For New Year’s Day on the days of Christmas we return to Mary and her faithfulness in receiving the blessing God bestowed upon her.
Mary’s Arms by Sandra McCracken.

1.
From the skies above the shepherd’s field
To the rolling moonlit hills
Come and see the signs, the evidence
Of the mercy now revealed
Here the baby rests in tender form
Helpless to survive alone
Here the King, the Savior Christ is born
With a manger for His throne
Refrain.
Now is the time
Songs fill the skies
Redeeming love
A baby child
Resting in Mary’s arms
2.
I will magnify the blessed One
He has done great things for me
Lifted up the lowly from the dust
And set the captives free
Refrain.
Now is the time
Songs fill the skies
Redeeming love
A baby child
Resting in Mary’s arms
Repeat refrain.
Bridge.
He shall become wonderful
He shall become counselor
He shall become mighty God
He shall become Prince of Peace
Repeat bridge.
Expanded refrain.
Now is the time songs fill the skies
Now is the time songs fill the skies
Redeeming love, a baby child
Redeeming love, a baby child
Resting in Mary’s arms

Words and Music: Sandra McCracken.
© 2019 Integrity Worship Music/Paper News Publishing/ASCAP (adm worldwide at CapitolCMGPublishing.com, excluding the UK & Europe which is adm by Integrity Music)

When Jesus brings the dead back to life in the Bible the events are not resurrections. All those returned to life eventually went to a grave.
But the power of life that Jesus exercised demonstrates the completeness of human need and the presence of a life in him that can meet all that need.

Jesus came to raise the dead: not to idle those who were half-immortal anyway into some other slightly improved life but to take those who had completely lost their grip and give them back every last one of the days that he, as their resurrection and their life, had always held for them. He never met a corpse that didn’t sit right up then and there because, although it may have been dead as a doornail on its own terms, it was alive willy-nilly in him and just couldn’t help showing it.
When Jesus came to raise Lazarus, the dead man’s sister Martha had her doubts. Like the rest of us she could imagine eternal life only as something out there – as a blessing to be achieved only after the protracted clanking of some religious or philosophical contraption. And therefore when Jesus told her her brother would rise again, the furthest think from her mind was that it would happen on the spot: “I know,” she said; “he’ll make it at the last day.” But what Jesus in effect said to her was: “Wrong! He’s made it now. I am the resurrection and the life. He who believes in me, even though he’s dead, will still live. And whoever lives and believes in me can’t possibly die in eternity – because in eternity is exactly where I’ve got him for good.” Lazarus, in short, might lose his own grip on his life but he could never shake loose of Jesus’. Ergo forth he comes when the Word who holds him speaks his name.

Robert Farrar Capon, The Youngest Day, Mockingbird, 2019, pg 47-48.

New Year’s Eve (or Hogmanay) falls during the twelve days of Christmas.
A carol that refers directly to the change of year is Deck The Halls With Boughs Of Holly.
I like Kate Rusby’s rendition from 2014’s Angels And Men.
“Fast away the old year passes,
Hail the new, both lads and lasses…”

Blessed New Year everyone.

As Cannot Unsee points out, this could be a record, although no one knew he was hiding.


** What is expected **
Your answer should consist of the lines below that hold the word "ticklabels".

Records from a data collection
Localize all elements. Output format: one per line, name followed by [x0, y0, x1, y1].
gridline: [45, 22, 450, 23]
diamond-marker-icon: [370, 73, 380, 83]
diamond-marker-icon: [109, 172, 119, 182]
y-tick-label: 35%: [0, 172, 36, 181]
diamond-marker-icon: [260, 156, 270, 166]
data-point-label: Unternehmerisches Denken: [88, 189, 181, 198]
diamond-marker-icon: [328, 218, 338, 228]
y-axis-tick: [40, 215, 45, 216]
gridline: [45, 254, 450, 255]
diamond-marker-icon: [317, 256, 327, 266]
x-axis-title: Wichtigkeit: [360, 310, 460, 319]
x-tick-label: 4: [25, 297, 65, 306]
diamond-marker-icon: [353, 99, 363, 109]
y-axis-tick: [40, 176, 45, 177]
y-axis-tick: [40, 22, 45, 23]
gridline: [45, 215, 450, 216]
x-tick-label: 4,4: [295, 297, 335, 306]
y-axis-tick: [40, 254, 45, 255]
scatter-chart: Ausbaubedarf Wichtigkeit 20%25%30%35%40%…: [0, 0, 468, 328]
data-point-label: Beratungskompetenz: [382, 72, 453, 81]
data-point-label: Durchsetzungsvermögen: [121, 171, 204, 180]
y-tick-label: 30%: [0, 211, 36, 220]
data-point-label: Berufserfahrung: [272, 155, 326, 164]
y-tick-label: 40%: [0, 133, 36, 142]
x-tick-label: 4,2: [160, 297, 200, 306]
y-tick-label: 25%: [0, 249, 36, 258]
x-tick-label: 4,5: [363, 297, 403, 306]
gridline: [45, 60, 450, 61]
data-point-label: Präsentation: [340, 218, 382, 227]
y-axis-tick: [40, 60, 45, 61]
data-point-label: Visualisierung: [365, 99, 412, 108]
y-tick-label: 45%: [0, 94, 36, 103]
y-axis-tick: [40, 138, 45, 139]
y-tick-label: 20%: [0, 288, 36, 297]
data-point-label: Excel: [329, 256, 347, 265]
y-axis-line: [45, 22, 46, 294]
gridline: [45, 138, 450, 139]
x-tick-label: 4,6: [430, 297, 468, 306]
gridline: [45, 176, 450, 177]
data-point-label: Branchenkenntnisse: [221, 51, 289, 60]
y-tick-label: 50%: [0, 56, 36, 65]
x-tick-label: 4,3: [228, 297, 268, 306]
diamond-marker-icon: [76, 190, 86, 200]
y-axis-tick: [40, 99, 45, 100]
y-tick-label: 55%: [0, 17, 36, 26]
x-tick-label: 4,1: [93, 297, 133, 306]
---
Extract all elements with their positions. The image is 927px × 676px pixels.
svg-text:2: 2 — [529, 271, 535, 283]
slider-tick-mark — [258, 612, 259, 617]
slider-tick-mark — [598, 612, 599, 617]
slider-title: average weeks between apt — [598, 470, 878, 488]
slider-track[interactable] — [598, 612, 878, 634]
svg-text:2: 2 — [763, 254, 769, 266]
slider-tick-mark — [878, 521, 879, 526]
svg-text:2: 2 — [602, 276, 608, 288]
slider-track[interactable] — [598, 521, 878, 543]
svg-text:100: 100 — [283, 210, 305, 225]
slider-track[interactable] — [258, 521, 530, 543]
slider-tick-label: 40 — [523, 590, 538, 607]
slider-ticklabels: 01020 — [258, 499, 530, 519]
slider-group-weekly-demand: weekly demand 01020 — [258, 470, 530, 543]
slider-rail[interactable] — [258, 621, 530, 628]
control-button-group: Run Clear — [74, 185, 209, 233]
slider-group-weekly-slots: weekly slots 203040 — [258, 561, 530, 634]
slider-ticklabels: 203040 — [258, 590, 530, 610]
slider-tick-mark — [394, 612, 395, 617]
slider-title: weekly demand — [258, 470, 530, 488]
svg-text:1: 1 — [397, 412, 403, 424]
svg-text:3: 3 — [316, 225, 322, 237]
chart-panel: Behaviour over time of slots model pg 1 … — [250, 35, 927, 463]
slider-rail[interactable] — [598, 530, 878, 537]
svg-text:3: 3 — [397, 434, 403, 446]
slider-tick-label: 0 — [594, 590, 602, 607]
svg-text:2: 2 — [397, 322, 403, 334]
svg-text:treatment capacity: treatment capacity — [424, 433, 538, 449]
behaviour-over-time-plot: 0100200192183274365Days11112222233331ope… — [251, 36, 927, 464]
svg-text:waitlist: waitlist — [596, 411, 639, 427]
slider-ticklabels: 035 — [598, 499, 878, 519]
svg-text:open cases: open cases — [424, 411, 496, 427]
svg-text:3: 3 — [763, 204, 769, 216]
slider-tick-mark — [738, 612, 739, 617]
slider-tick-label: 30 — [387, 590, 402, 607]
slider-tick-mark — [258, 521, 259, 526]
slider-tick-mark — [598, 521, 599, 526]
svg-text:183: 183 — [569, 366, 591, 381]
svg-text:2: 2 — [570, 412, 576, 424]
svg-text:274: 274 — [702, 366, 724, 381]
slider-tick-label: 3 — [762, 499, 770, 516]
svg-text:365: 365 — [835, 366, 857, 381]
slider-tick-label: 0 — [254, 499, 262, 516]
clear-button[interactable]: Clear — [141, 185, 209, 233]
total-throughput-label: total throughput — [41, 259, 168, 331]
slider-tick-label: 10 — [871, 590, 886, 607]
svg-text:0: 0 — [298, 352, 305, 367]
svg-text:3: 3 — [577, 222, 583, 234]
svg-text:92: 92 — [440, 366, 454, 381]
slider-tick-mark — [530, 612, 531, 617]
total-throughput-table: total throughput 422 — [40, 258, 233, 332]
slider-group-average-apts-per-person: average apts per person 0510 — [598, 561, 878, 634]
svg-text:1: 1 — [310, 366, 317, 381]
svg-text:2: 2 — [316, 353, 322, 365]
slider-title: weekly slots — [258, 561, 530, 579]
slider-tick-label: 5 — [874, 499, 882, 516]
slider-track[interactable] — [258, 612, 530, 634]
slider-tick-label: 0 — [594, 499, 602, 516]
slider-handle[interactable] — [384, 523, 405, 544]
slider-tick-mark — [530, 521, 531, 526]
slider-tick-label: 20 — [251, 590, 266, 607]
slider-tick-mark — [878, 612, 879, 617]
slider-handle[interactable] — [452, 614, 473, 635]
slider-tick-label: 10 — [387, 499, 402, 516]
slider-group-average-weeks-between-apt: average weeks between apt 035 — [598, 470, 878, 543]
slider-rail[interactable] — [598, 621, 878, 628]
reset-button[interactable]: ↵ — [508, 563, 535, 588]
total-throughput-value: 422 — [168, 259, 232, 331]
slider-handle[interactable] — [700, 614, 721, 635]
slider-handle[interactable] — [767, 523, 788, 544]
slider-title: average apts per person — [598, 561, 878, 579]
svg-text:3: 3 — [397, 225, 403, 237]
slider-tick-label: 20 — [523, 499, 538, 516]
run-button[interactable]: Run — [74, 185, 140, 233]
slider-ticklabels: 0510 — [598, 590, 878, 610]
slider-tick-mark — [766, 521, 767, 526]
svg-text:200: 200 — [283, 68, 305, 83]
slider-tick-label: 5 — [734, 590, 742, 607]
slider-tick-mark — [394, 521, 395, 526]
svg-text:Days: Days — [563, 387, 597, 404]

** Solution **
slider-ticklabels: 01020 — [258, 499, 530, 519]
slider-ticklabels: 203040 — [258, 590, 530, 610]
slider-ticklabels: 035 — [598, 499, 878, 519]
slider-ticklabels: 0510 — [598, 590, 878, 610]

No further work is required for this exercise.